Here’s a radical thought: what if the “brass heavens” over some people is the “forest canopy” of others?

I have lived among a metaphorical stand of fir trees. The community of saints were largely mature (both in age, and in their walk of faith), and they were so closely connected with others their age that there was no room for someone young in their faith to break in and discover the life that they needed to thrive.

Do you know how many churches have fights about the worship music? Just the question of “organ music or pop-rock music” has destroyed thousands of American churches. Other communities continually preach the same salvation message for sixty years, or, on the other extreme, the same marriage-and-family messages, ignoring the needs of the younger members, forcing them into the darkness, stunting their growth.
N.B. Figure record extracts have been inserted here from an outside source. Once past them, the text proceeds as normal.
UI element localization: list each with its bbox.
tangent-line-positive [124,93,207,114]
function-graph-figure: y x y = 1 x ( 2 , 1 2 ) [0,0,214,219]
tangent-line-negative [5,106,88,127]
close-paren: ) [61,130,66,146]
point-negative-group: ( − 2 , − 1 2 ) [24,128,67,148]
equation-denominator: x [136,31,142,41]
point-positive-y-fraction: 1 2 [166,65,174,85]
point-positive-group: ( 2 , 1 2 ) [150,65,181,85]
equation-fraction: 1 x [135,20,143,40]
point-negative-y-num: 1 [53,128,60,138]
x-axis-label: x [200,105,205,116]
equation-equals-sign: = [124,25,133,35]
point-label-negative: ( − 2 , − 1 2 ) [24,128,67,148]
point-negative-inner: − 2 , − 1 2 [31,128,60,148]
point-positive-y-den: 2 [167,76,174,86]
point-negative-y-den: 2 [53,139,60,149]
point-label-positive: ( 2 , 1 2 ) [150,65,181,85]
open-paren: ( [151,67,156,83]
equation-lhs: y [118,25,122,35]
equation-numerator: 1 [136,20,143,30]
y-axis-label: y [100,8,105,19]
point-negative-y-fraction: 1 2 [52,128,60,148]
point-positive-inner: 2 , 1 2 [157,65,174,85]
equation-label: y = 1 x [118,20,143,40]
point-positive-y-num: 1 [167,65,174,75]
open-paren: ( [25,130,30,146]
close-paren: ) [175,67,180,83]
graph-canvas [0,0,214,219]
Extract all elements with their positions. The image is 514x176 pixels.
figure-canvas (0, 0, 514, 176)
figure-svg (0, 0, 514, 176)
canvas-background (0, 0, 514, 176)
The “brass heaven” there comes, at least in part, from the unwillingness of the adults to become parents, the inability to make room for the young ones.

I’ve also served the metaphorical mature maple trees, where the ministry is all about the one leader, and where no real growth is permitted among any other leaders who might challenge the position of the senior leader.

I’ve seen churches where the founding pastor is still the senior pastor 40 years later, but no youth pastor or worship leader is kept for more than 2 or 3 years, and the only associate pastors are those who’ve learned never to grow beyond a certain limit. The “brass heaven” in those places is, at least partly, the result of the senior leader’s ego.

As I’ve reflected on my lessons from the forest, I’ve been very grateful that I have feet instead of roots. I’ve used those feet to depart those deadly forests. There are thousands of folks like me, unwilling to sacrifice our own growth for the comfort of the fathers and grandfathers that have gone before us. Unfortunately, there are millions more, lost in the shadows, withering, dying without the sun.

Of course, wherever I go, there is always the temptation to gather a tight group of friends who support each other, but really don’t make room for another generation to be part of the community. Or there’s the temptation to create my own forest, where I’m the reigning monarch, and everybody else is reduced in order to serve my own needs.

The old growth fir tree is easily the best model from this particular day in the forest: tall and strong, secure in his own relationship with the sun of life, he broadcasts seed, carried by wind, and he populates entire regions, reshapes the environment within his influence.

The drawback, of course, is that it is incredibly costly to become the old growth fir tree: costly in time. It requires, in the tree’s case, centuries of growth to reach that size, centuries of avoiding the forest fires and logging companies and diseases that are the end of so many of its peers.

But I suspect that we can, ideologically, at least, become the old-growth giant long before we’re either old or giant. Being creatures that (unlike the trees) are created in God’s image with a free will, we can exercise our will.

We can choose to not participate in the closed relationships that keep others at a distance. We can choose to let others grow and thrive around us, encouraging the ones that will eclipse our own growth or gifting, so that they become greater and more successful than we’ve ever been.

We can choose to raise up and release a generation that’s just now encountering the “brass heavens” of the saints.